Why Choose ABA Therapy?

Applied Behavior Analysis

Why Choose ABA?

ABA therapy is unique in the way it helps children learn. There are reasons why historically it has been one of the most effective ways of treating children diagnosed with Autism.

When started at an early age, ABA therapy can benefit children by targeting and addressing challenging behaviors.

The main goal of ABA therapy is to teach positive skills that help with independence in everyday life and reduce negative behaviors. The benefits of this therapy are very significant and can be life-altering for children.

How ABA Therapy Assists With Autism

A Snapshot of The Autism Community and Our Impact at Inspire

OUR IMPACT BY THE NUMBERS

What Is Autism?

Autism Spectrum Disorder (ASD) is a neurodevelopmental difference that affects how a person communicates, relates to others, processes sensory information, and engages with interests and routines. It’s called a spectrum because autistic people have a wide range of strengths, traits, and support needs that can change over time.

1 %
Success rate of ABA therapy
1
Employees with Inspire
1 +
Years Open
1 M Estimated
Kids Diagnosed with Autism Per Year
1 +
Kids Serviced by Inspire

What Causes Autism?

Research points to multiple factors, primarily genetic, with complex environmental influences; there is no single cause. Major public-health agencies agree that vaccines do not cause autism.

Core Characteristics

Clinicians diagnose Autism based on two areas

Clinicians diagnose ASD based on two areas:

  1. Social communication/interaction.
  2. Restricted or repetitive behaviors/interests.

A diagnosis requires traits from both areas, observed now or by history, with impact on daily functioning.

Is ABA Therapy Effective?

ABA is one of the most studied autism interventions. Large reviews and clinical guidelines consistently find that ABA-based programs help many children improve communication, learning, adaptive (daily-living) skills, and social engagement. Outcomes vary by child (there’s no one-size-fits-all), but ABA has among the strongest evidence base of any behavioral approach for autism.

What The Research Shows

The American Academy of Pediatrics (AAP) highlights early, intensive behavioral interventions (ABA-based) as effective parts of treatment plans for young children with autism.
Cochrane and other reviews report gains in cognitive/language abilities and adaptive behavior from early intensive behavioral intervention (EIBI), compared with eclectic or usual services (with the caveat that study quality and individual responses vary).
The CDC notes that behavioral approaches—especially ABA—have the most evidence for improving core areas of functioning in autism.
The National Autism Center’s National Standards Project identifies many ABA-based methods as “established” (i.e., supported by strong evidence).

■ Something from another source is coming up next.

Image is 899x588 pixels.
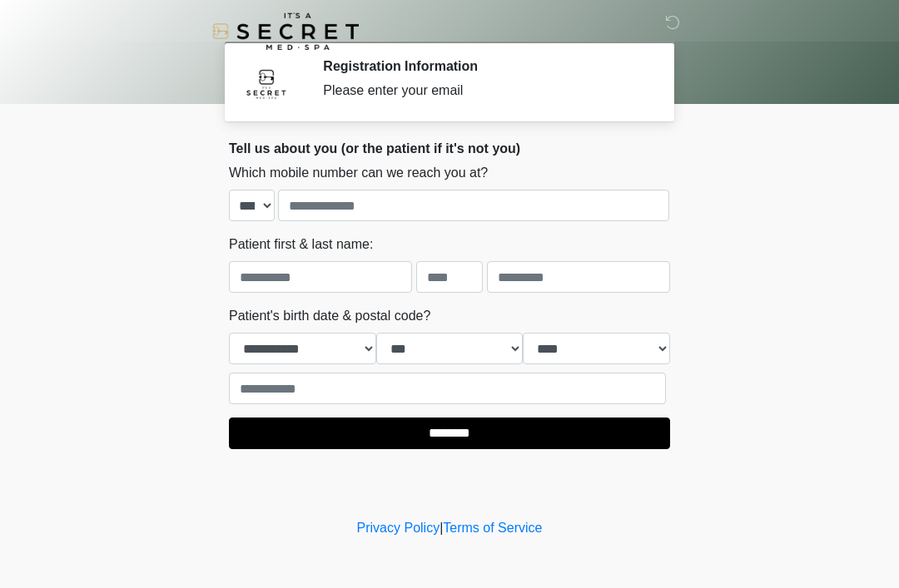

What Results Can Look Like

Families commonly report and our data often show improvements such as:

 More functional communication (requesting help/breaks, expressing needs.)

  Better self-regulation (tolerating changes, waiting, using coping tools.)

    Increased daily living skills (toileting, feeding, dressing)

     Greater independence (starting/finishing tasks with fewer prompts)

    Stronger social/play skills (turn-taking, group participation)

We track progress session-by-session and adjust the plan so gains carry over to home, school, and the community.

What Influences Outcomes

A BCBA-designed plan that fits your child’s profile and is supervised closely.
Sufficient hours per week and steady attendance.
Coaching and home practice accelerate generalization.
Younger children often benefit from earlier, intensive support, but older children and teens also make meaningful gains with focused goals.

What ABA is NOT

ABA is not a “cure,” and it should not be about forcing compliance. Modern, compassionate ABA centers assent, dignity, and self-advocacy, prioritizing functional skills that matter to your child and family. We blend structured teaching with play-based learning and functional communication so progress feels respectful and sustainable. (This approach aligns with current best-practice discussions in the research community.)